The carbonate mound build-up phenomenon, driven by microbial automicrite formation, is recognized to have been a prominent process throughout the Paleozoic. This process was generally believed to be extinct since the end of the Mesozoic. Fossil mounds are important reservoirs of oil and gas in a number of hydrocarbon provinces. In recent years, industrial efforts to explore deeper water environments have yielded increasing evidence of the existence of extended modern mound provinces, rich in deepwater corals, sponges, and other colonial invertebrates, along various continental margins of the world. Ocean Drilling Program (ODP) Leg 182 shed light on environmental controls on bryozoan mounds off South Australia (Feary, Hine, Malone, et al., 1999; James et al., 2000). In the Atlantic, mound provinces have been reported off southwest Brazil, Angola, Mauritania, Rockall Trough, and Norway, but the most intensively studied site is no doubt Porcupine Basin, southwest of Ireland, which in recent years has been the focus of more than 20 cruises, mobilizing the flagships of oceanography.

An overview of Porcupine Basin and the mound provinces is shown on Figure F1. Three different types of mound provinces are identified:

• Hovland mounds
• Magellan mounds
• Belgica mounds

Hovland Mounds

The first mound occurrences reported from industrial data on the northern slope of Porcupine Basin (Hovland et al., 1994) led to the unveiling of a complex setting with large multiphased contourite deposits and high-energy sediment fills, topped by a set of outcropping single mounds or elongated mound clusters up to 250 m high (Henriet et al., 1998; De Mol et al., 2002).

Magellan Mounds

The Hovland mounds are flanked to the north and west by a crescent-shaped, well-delineated province with a very high density of buried medium-sized mounds (1 mound/km2; average height = 60–80 m). We estimate a total of more than 1500 buried mounds (Huvenne et al., 2003). Joint interpretations of high-resolution data (Henriet et al., 2001) and three-dimensional (3-D) industrial data (Huvenne et al., 2002) shed light on the presence of a past slope failure with large angular blocks, for a large part, underlying the mound cluster.

Belgica Mounds

On the eastern margin of Porcupine Basin, a 45 km long range of large mounds towers from a strongly erosive surface (Fig. F2). The mounds partly root on an enigmatic, locally very thick, acoustically rather transparent horizon of unknown age and composition (Henriet et al., 1998; Van Rooij et al., 2003) and partly on a layered sequence capped by a surprising set of short-wavelength, sigmoidal depositional units (De Mol et al., 2002; Van Rooij et al., 2003). The Belgica mounds province consists of 66 conical mounds (single or in elongated clusters) in water depths ranging from 550 to 1025 m.

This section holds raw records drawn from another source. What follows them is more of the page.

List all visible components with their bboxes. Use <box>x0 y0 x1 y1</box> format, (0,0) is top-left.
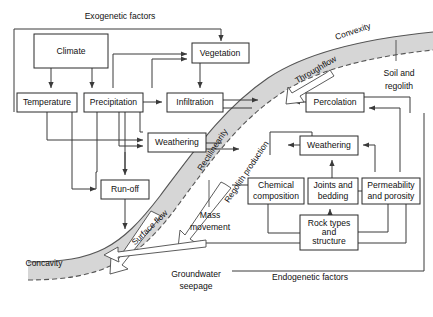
box-climate[interactable]: Climate <box>34 34 108 68</box>
box-climate-label: Climate <box>56 46 85 56</box>
groundwater-seepage-label-line2: seepage <box>180 281 213 291</box>
convexity-label: Convexity <box>334 20 373 42</box>
box-infiltration-label: Infiltration <box>176 97 213 107</box>
box-weathering-left-label: Weathering <box>155 137 199 147</box>
box-permeability-and-porosity[interactable]: Permeability and porosity <box>362 178 420 204</box>
box-temperature[interactable]: Temperature <box>17 93 77 112</box>
box-joints-and-bedding-line2: bedding <box>318 191 349 201</box>
soil-regolith-label-line2: regolith <box>385 81 413 91</box>
box-runoff-label: Run-off <box>111 184 140 194</box>
box-chemical-composition-line2: composition <box>253 191 299 201</box>
box-weathering-right-label: Weathering <box>307 140 351 150</box>
box-permeability-line2: and porosity <box>368 191 416 201</box>
box-rock-types-and-structure[interactable]: Rock types and structure <box>300 215 358 250</box>
box-chemical-composition[interactable]: Chemical composition <box>248 178 304 204</box>
box-chemical-composition-line1: Chemical <box>258 180 294 190</box>
endogenetic-factors-label: Endogenetic factors <box>272 272 348 282</box>
box-joints-and-bedding-line1: Joints and <box>313 180 352 190</box>
box-percolation-label: Percolation <box>314 97 357 107</box>
exogenetic-factors-label: Exogenetic factors <box>85 11 156 21</box>
slope-system-diagram: Exogenetic factors Endogenetic factors <box>0 0 433 317</box>
mass-movement-label-line2: movement <box>190 222 231 232</box>
groundwater-seepage-label-line1: Groundwater <box>171 269 221 279</box>
box-weathering-left[interactable]: Weathering <box>148 133 206 152</box>
box-temperature-label: Temperature <box>23 97 71 107</box>
box-vegetation-label: Vegetation <box>200 48 241 58</box>
box-rock-types-line3: structure <box>312 236 346 246</box>
box-precipitation[interactable]: Precipitation <box>84 93 143 112</box>
box-joints-and-bedding[interactable]: Joints and bedding <box>308 178 358 204</box>
mass-movement-label-line1: Mass <box>200 210 221 220</box>
box-weathering-right[interactable]: Weathering <box>300 136 358 155</box>
box-runoff[interactable]: Run-off <box>101 180 149 199</box>
box-infiltration[interactable]: Infiltration <box>167 93 223 112</box>
box-vegetation[interactable]: Vegetation <box>192 43 249 63</box>
concavity-label: Concavity <box>26 258 64 268</box>
soil-regolith-label-line1: Soil and <box>383 68 414 78</box>
diagram-canvas: Exogenetic factors Endogenetic factors <box>0 0 433 317</box>
box-precipitation-label: Precipitation <box>90 97 138 107</box>
box-permeability-line1: Permeability <box>367 180 415 190</box>
box-percolation[interactable]: Percolation <box>306 93 364 112</box>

The mounds are partly enclosed in an impressive set of contourites (Van Rooij et al., 2003). Mounds typically trap sediment on their upslope flank, which is consequently buried, while their seaward side is well exposed and forms a steep step in the bathymetry. Average slopes amount to 10°–15°. The largest mounds have a height of ~170 m.

In the deeper part of the Belgica mound province, an extremely "lively" mound was discovered in 1998 on base of a very diffuse surface acoustic response. This mound, known as Thérèse mound, was selected as a special target site to study processes involved in mound development within the European Union Fifth Framework (EU-F5) research projects GEOMOUND (The Mound Factory: Internal Controls), ECOMOUND (Environmental Controls on Mound Formation along the European Margin), and ACES (Atlantic Coral Ecosystem Study; Foubert et al., in press; De Mol et al., unpubl. data). Video imaging revealed that Thérèse mound, jointly with its closest neighbor Galway mound, might be one of the richest deepwater coral environments in the Porcupine Seabight (PSB), remarkably in the middle of otherwise barren mounds.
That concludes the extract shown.